California Senate Bill 79 · in effect July 1, 2026

More homes, near transit. What SB 79 does — and what it means for Palo Alto.

California passed a new law (SB 79) that lets developers build taller apartment buildings within a half-mile walk of major train stations — including all three Caltrain stations in Palo Alto. The new rules kick in automatically on July 1, 2026. Cities can shape some details, but they can't say no.

SB 79 in one breath

SB 79 requires every California city to allow taller apartment buildings near busy train stations. The busier the station, the bigger the buildings — and Palo Alto's three Caltrain stations are all in the busiest category (Tier 1). Palo Alto can't block projects that follow the new rules.

Concrete example: today, Palo Alto caps buildings near the University Avenue Caltrain station at around 50 ft. After July 1, 2026, a 7-story apartment building near that station is allowed automatically — no Council vote, no public hearing — as long as the project meets the new rules. All three stations qualify (each gets more than 72 trains every weekday — we did the math).

What's allowed, and where

The closer to the station, the bigger the building the city has to allow:

Distance from station About this many stories Minimum height allowed
Right next to it (within 200 ft) ~9–10 95 ft
Within a ¼-mile walk ~7 75 ft
Within a ½-mile walk ~5–6 65 ft

These are minimums the city must allow, not what every lot will become. Buildings taller than 85 feet have to pay union-scale construction wages.

What “automatic approval” means

A project that follows the state's rules gets approved by city staff working through a checklist — officially, ministerial approval. There's no Council vote, no public hearing, and no environmental lawsuit. If the project checks the boxes, it's approved.

What happens next

Full timeline and background →

What it means for Palo Alto

Maps of every affected block around the three stations, a lookup for your address, and the projects already in motion.

Council watch

What the City Council decided, what happens next, and how to weigh in. Updated each meeting.

FAQ

Will anything actually get built? Can the city block a project? What about historic buildings? Straight answers, with sources.

Want to go deeper? How we counted the trains · The law in depth · Glossary

Why this site exists

A Palo Alto resident built this to understand SB 79 — and to help neighbors do the same. Educational, not legal advice; every claim links to a source.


| WHAT THE EXERCISE ASKS |
Starting at the line that contains "Give me the", transcribe each line exactly through the last line of the data. Include nothing else.

(EXERCISE DATA begins)

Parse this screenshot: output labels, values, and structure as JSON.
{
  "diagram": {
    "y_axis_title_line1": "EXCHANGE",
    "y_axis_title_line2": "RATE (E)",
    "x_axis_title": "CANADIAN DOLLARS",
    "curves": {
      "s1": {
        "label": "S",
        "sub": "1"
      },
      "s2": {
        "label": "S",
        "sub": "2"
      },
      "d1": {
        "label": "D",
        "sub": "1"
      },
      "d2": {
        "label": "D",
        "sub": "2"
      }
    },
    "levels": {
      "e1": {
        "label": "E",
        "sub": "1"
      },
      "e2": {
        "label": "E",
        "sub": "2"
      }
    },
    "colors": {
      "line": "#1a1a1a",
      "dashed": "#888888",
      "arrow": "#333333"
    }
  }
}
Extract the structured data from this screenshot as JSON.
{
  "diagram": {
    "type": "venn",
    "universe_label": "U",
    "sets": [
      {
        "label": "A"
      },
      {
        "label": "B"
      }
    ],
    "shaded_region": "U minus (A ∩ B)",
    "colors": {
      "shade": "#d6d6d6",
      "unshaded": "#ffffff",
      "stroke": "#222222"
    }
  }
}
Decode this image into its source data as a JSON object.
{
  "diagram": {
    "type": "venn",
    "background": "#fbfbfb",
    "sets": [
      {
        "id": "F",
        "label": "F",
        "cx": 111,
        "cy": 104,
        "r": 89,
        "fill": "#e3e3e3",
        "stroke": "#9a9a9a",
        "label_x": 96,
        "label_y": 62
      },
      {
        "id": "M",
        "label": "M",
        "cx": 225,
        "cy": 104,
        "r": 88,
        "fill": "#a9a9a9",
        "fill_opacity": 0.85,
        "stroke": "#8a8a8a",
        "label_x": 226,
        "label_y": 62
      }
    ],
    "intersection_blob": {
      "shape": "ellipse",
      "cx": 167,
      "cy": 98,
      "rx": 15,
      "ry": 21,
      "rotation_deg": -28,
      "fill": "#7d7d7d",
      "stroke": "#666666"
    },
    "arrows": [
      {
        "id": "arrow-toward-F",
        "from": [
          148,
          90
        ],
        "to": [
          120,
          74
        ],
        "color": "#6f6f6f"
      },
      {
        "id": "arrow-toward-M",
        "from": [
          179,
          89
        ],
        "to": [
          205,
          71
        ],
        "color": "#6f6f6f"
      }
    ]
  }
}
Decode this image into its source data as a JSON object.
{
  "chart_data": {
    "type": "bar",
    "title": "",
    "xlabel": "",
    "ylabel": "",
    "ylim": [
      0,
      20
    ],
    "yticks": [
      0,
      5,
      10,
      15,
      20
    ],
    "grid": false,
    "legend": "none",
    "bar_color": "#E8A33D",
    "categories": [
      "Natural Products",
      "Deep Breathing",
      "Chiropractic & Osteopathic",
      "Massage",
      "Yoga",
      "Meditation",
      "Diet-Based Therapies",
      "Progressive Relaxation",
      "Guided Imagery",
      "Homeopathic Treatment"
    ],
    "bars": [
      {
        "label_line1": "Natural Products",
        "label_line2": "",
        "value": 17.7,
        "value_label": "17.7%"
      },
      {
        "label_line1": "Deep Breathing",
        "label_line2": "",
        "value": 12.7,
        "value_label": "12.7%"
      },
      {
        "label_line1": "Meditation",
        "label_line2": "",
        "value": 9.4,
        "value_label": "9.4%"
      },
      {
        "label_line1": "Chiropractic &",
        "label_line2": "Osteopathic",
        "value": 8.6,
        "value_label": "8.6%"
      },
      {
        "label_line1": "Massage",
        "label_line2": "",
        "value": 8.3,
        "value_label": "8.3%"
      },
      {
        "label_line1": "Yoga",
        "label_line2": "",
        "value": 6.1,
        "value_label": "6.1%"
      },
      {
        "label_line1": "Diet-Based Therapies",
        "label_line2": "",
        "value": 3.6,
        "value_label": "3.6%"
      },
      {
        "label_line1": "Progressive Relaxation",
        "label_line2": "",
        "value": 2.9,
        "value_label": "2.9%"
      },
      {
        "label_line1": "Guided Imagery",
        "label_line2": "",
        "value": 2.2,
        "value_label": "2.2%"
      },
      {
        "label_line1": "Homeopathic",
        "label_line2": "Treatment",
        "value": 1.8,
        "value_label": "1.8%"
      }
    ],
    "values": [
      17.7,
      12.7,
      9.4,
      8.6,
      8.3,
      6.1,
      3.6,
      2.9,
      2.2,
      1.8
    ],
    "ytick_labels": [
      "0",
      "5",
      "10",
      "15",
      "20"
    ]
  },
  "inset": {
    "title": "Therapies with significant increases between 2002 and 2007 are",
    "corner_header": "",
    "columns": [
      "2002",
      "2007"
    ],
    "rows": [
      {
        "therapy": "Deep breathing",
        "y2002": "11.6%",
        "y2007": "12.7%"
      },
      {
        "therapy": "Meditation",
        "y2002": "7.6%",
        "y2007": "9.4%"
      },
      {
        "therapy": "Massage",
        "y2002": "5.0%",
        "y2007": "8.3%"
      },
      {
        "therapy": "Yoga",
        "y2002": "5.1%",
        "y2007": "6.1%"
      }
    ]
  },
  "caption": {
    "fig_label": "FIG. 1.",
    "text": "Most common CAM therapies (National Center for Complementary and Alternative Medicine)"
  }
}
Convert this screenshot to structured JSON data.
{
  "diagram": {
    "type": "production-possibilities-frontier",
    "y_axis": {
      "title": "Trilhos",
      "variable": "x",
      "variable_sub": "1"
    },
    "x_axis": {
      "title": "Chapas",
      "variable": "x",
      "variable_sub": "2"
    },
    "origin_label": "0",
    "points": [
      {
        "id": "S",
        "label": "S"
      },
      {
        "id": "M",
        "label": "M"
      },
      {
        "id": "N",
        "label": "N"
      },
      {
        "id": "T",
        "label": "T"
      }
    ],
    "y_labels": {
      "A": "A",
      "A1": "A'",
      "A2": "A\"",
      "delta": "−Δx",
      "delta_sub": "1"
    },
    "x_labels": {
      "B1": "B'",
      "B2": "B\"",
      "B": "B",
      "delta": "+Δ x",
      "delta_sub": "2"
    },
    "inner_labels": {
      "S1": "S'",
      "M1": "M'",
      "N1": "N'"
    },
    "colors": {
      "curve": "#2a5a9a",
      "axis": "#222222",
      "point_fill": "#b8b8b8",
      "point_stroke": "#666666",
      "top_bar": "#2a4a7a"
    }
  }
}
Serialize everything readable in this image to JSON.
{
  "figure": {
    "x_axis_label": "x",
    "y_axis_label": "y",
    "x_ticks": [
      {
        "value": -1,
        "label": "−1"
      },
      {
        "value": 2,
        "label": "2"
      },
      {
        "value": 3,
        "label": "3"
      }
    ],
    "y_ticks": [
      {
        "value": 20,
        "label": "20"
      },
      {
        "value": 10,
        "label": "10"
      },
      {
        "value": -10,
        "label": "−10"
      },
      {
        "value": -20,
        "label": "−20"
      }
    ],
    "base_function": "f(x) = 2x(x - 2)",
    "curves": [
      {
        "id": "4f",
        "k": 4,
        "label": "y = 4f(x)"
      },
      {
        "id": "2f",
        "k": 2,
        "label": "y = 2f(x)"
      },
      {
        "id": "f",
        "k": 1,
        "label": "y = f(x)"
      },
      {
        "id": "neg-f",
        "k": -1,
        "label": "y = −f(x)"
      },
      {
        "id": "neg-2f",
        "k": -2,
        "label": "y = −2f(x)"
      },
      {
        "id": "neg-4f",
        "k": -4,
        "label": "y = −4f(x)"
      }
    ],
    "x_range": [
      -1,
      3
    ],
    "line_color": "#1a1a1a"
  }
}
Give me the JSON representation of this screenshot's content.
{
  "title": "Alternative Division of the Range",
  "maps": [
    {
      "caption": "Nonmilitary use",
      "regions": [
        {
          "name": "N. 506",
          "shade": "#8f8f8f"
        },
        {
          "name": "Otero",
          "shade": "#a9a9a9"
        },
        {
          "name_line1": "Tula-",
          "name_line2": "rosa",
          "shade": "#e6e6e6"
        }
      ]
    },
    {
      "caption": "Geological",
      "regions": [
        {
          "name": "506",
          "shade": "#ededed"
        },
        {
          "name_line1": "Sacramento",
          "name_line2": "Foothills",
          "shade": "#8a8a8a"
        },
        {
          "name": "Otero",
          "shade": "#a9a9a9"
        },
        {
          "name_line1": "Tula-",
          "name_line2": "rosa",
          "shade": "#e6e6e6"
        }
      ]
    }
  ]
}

(EXERCISE DATA ends)

| EXERCISE RESPONSE |
Give me the JSON representation of this screenshot's content.
{
  "title": "Alternative Division of the Range",
  "maps": [
    {
      "caption": "Nonmilitary use",
      "regions": [
        {
          "name": "N. 506",
          "shade": "#8f8f8f"
        },
        {
          "name": "Otero",
          "shade": "#a9a9a9"
        },
        {
          "name_line1": "Tula-",
          "name_line2": "rosa",
          "shade": "#e6e6e6"
        }
      ]
    },
    {
      "caption": "Geological",
      "regions": [
        {
          "name": "506",
          "shade": "#ededed"
        },
        {
          "name_line1": "Sacramento",
          "name_line2": "Foothills",
          "shade": "#8a8a8a"
        },
        {
          "name": "Otero",
          "shade": "#a9a9a9"
        },
        {
          "name_line1": "Tula-",
          "name_line2": "rosa",
          "shade": "#e6e6e6"
        }
      ]
    }
  ]
}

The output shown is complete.